Naval Warfare: An International Encyclopedia
Spencer C. Tucker, ed. 3 vols. Santa Barbara, CA: ABC-CLIO, 2002. 1,231 pp. Maps. Illus. Gloss. Bib. Index. $295.00.
Lusitania: An Epic Tragedy
Diana Preston. New York: Walker & Co., 2002. 532 pp. Illus. Notes. Bib. Index. $28.00.
The Extraordinary Voyage of Pytheas the Greek
Barry Cuncliffe. New York: Walker & Co., 2002. 179 pp. Photos. Maps. Index. $24.00.
Blue Latitudes: Boldly Going Where Captain Cook Has Gone Before
Tony Horwitz. New York: Henry Holt & Co., 2002. 480 pp. Photos. Maps. Bib. Index. $26.00.
Brown-, Green-, and Blue-Water Fleets: The Influence of Geography on Naval Warfare, 1861 to the Present
Michael Lindberg and Daniel Todd. Westport, CT: Praeger, 2002. 242 pp. Maps. Bib. Index. $62.00.
The Cat from Hue: A Vietnam War Story
John Laurence. New York: Public Affairs, 2002. 850 pp. Maps. Index. $30.00.
Odysseus in America: Combat Trauma and the Trials of Homecoming
Jonathan Shay. New York: Scribner, 2002. 329 pp. Appendices. Notes. Bib. Index. $25.00.

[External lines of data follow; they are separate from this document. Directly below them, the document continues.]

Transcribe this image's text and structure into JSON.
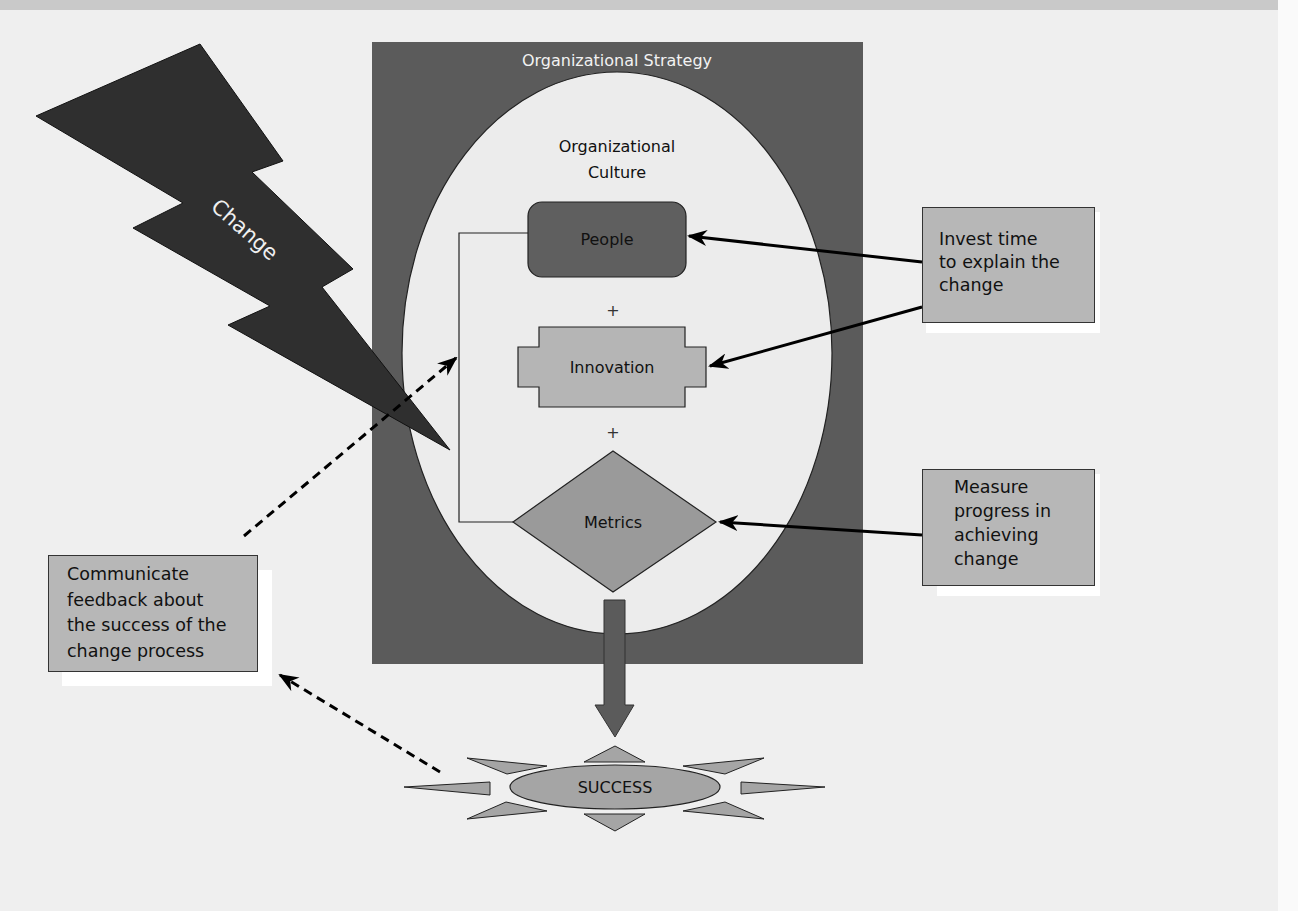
{
  "diagram": {
    "type": "change management model",
    "change": {
      "label": "Change"
    },
    "strategy": {
      "label": "Organizational Strategy"
    },
    "culture": {
      "label_line1": "Organizational",
      "label_line2": "Culture"
    },
    "elements": {
      "people": "People",
      "plus_1": "+",
      "innovation": "Innovation",
      "plus_2": "+",
      "metrics": "Metrics"
    },
    "outcome": {
      "label": "SUCCESS"
    },
    "callouts": {
      "invest": {
        "text": "Invest time\nto explain the\nchange",
        "target": "People, Innovation"
      },
      "measure": {
        "text": "Measure\nprogress in\nachieving\nchange",
        "target": "Metrics"
      },
      "communicate": {
        "text": "Communicate\nfeedback about\nthe success of the\nchange process",
        "source": "SUCCESS",
        "target": "Organizational Culture"
      }
    },
    "colors": {
      "background": "#efefef",
      "strategy_fill": "#5b5b5b",
      "culture_fill": "#ececec",
      "people_fill": "#5f5f5f",
      "innovation_fill": "#b5b5b5",
      "metrics_fill": "#9a9a9a",
      "bolt_fill": "#2f2f2f",
      "callout_fill": "#b7b7b7"
    }
  }
}
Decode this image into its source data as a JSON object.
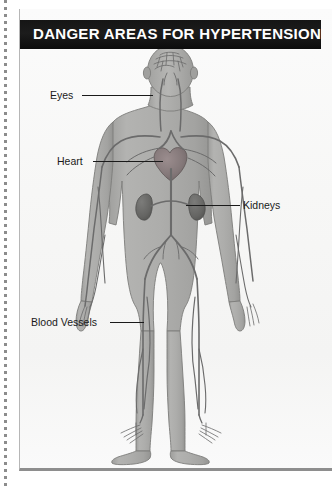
{
  "panel": {
    "title": "DANGER AREAS FOR HYPERTENSION",
    "title_bar_color": "#141414",
    "page_background": "#f7f7f6",
    "page_border_color": "#8e8e8e"
  },
  "diagram": {
    "type": "anatomical-illustration",
    "view": "anterior-full-body",
    "body_fill_color": "#a9a9a7",
    "vessel_color": "#6b6b6b",
    "organ_color": "#6e6e6e",
    "heart_color": "#8a8081",
    "skin_outline_color": "#7a7a78"
  },
  "callouts": [
    {
      "id": "eyes",
      "label": "Eyes",
      "target_organ": "eyes",
      "leader_direction": "right"
    },
    {
      "id": "heart",
      "label": "Heart",
      "target_organ": "heart",
      "leader_direction": "right"
    },
    {
      "id": "kidneys",
      "label": "Kidneys",
      "target_organ": "kidneys",
      "leader_direction": "left"
    },
    {
      "id": "blood_vessels",
      "label": "Blood Vessels",
      "target_organ": "blood-vessels-leg",
      "leader_direction": "right"
    }
  ],
  "margin": {
    "cut_line_style": "dotted",
    "cut_line_color": "#8c8c8c"
  }
}
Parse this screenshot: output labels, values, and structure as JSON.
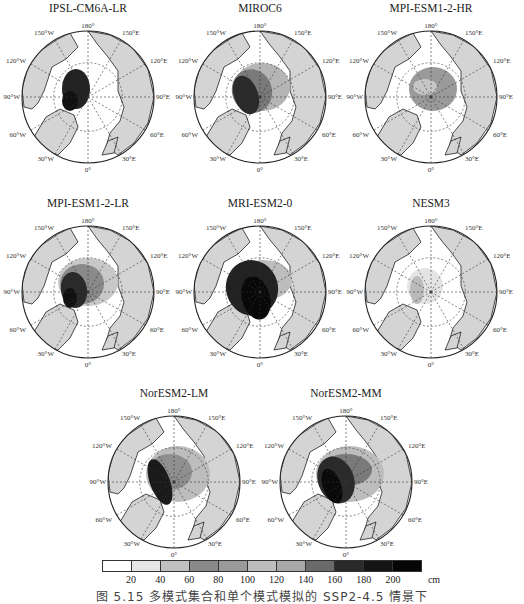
{
  "chart_data": {
    "type": "heatmap",
    "title": "",
    "panels": [
      {
        "model": "IPSL-CM6A-LR",
        "pattern": "thick ice (>180 cm) confined to Canadian Arctic Archipelago / north of Greenland; rest of ocean mostly <20 cm",
        "max_cm": 200
      },
      {
        "model": "MIROC6",
        "pattern": "thick ice 160-200 cm north of Canadian Archipelago, grading to 60-100 cm across central Arctic, thin toward Siberian side",
        "max_cm": 200
      },
      {
        "model": "MPI-ESM1-2-HR",
        "pattern": "moderate 60-120 cm ice patch over central Arctic, thin elsewhere",
        "max_cm": 120
      },
      {
        "model": "MPI-ESM1-2-LR",
        "pattern": "thick ice >180 cm near Canadian Archipelago/Greenland, 60-140 cm over much of central Arctic",
        "max_cm": 200
      },
      {
        "model": "MRI-ESM2-0",
        "pattern": "very thick ice >200 cm covering large part of central Arctic and Canadian side, 100-140 cm toward Siberia",
        "max_cm": 200
      },
      {
        "model": "NESM3",
        "pattern": "thin ice 20-80 cm near Canadian Archipelago, mostly ice-free",
        "max_cm": 80
      },
      {
        "model": "NorESM2-LM",
        "pattern": "thick ice >180 cm along Canadian Archipelago and Greenland coast, 60-120 cm across central Arctic",
        "max_cm": 200
      },
      {
        "model": "NorESM2-MM",
        "pattern": "thick ice >180 cm along Canadian Archipelago, 80-160 cm across central Arctic toward East Siberian Sea",
        "max_cm": 200
      }
    ],
    "map_labels": {
      "top": "180°",
      "bottom": "0°",
      "left": "90°W",
      "right": "90°E",
      "upper_left": "150°W",
      "upper_right": "150°E",
      "mid_left_upper": "120°W",
      "mid_right_upper": "120°E",
      "mid_left_lower": "60°W",
      "mid_right_lower": "60°E",
      "lower_left": "30°W",
      "lower_right": "30°E"
    },
    "colorbar": {
      "ticks": [
        "20",
        "40",
        "60",
        "80",
        "100",
        "120",
        "140",
        "160",
        "180",
        "200"
      ],
      "unit": "cm",
      "colors": [
        "#ffffff",
        "#e6e6e6",
        "#c0c0c0",
        "#8a8a8a",
        "#9a9a9a",
        "#bdbdbd",
        "#a8a8a8",
        "#6a6a6a",
        "#2a2a2a",
        "#141414",
        "#060606"
      ],
      "range": [
        0,
        220
      ]
    },
    "legend_position": "bottom"
  },
  "panels": [
    {
      "title": "IPSL-CM6A-LR"
    },
    {
      "title": "MIROC6"
    },
    {
      "title": "MPI-ESM1-2-HR"
    },
    {
      "title": "MPI-ESM1-2-LR"
    },
    {
      "title": "MRI-ESM2-0"
    },
    {
      "title": "NESM3"
    },
    {
      "title": "NorESM2-LM"
    },
    {
      "title": "NorESM2-MM"
    }
  ],
  "labels": {
    "deg180": "180°",
    "deg0": "0°",
    "w90": "90°W",
    "e90": "90°E",
    "w150": "150°W",
    "e150": "150°E",
    "w120": "120°W",
    "e120": "120°E",
    "w60": "60°W",
    "e60": "60°E",
    "w30": "30°W",
    "e30": "30°E"
  },
  "colorbar": {
    "ticks": [
      "20",
      "40",
      "60",
      "80",
      "100",
      "120",
      "140",
      "160",
      "180",
      "200"
    ],
    "unit": "cm"
  },
  "caption": "图 5.15   多模式集合和单个模式模拟的 SSP2-4.5 情景下"
}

Reluctant Allies: German-Japanese Naval Relations in World War II
Hans Joachim-Krug, Yoichi Hirama, Berthold J. Sander-Nagashima, and Axel Niestle. Annapolis, MD: Naval Institute Press, 2002. 365 pp. Photos. Appendices. Notes. Gloss. Bib. Index. $38.95 ($31.16).
Sunburst: The Rise of Japanese Naval Air Power, 1909-1941
Mark R. Peattie. Annapolis, MD: Naval Institute Press, 2002. 364 pp. Photos. Drawings. Maps. Appendices. Bib. Notes. Index. $36.95 ($25.87).
Into the Rising Sun
Patrick K. O'Donnell. New York: Free Press, 2002. 384 pp. Illus. Index. $27.00.
Supreme Command: Soldiers, Statesmen and Leadership in Wartime
Eliot A. Cohen. New York: Free Press, 2002. 288 pp. Notes. Index. $25.00.
The Doomsday Scenario: The Official Doomsday Scenario Written by the United States Government during the Cold War
L. Douglas Keeney and Stephen Schwartz. St. Paul, MN: MBI Publishing, 2002. 126 pp. Photos. $19.95.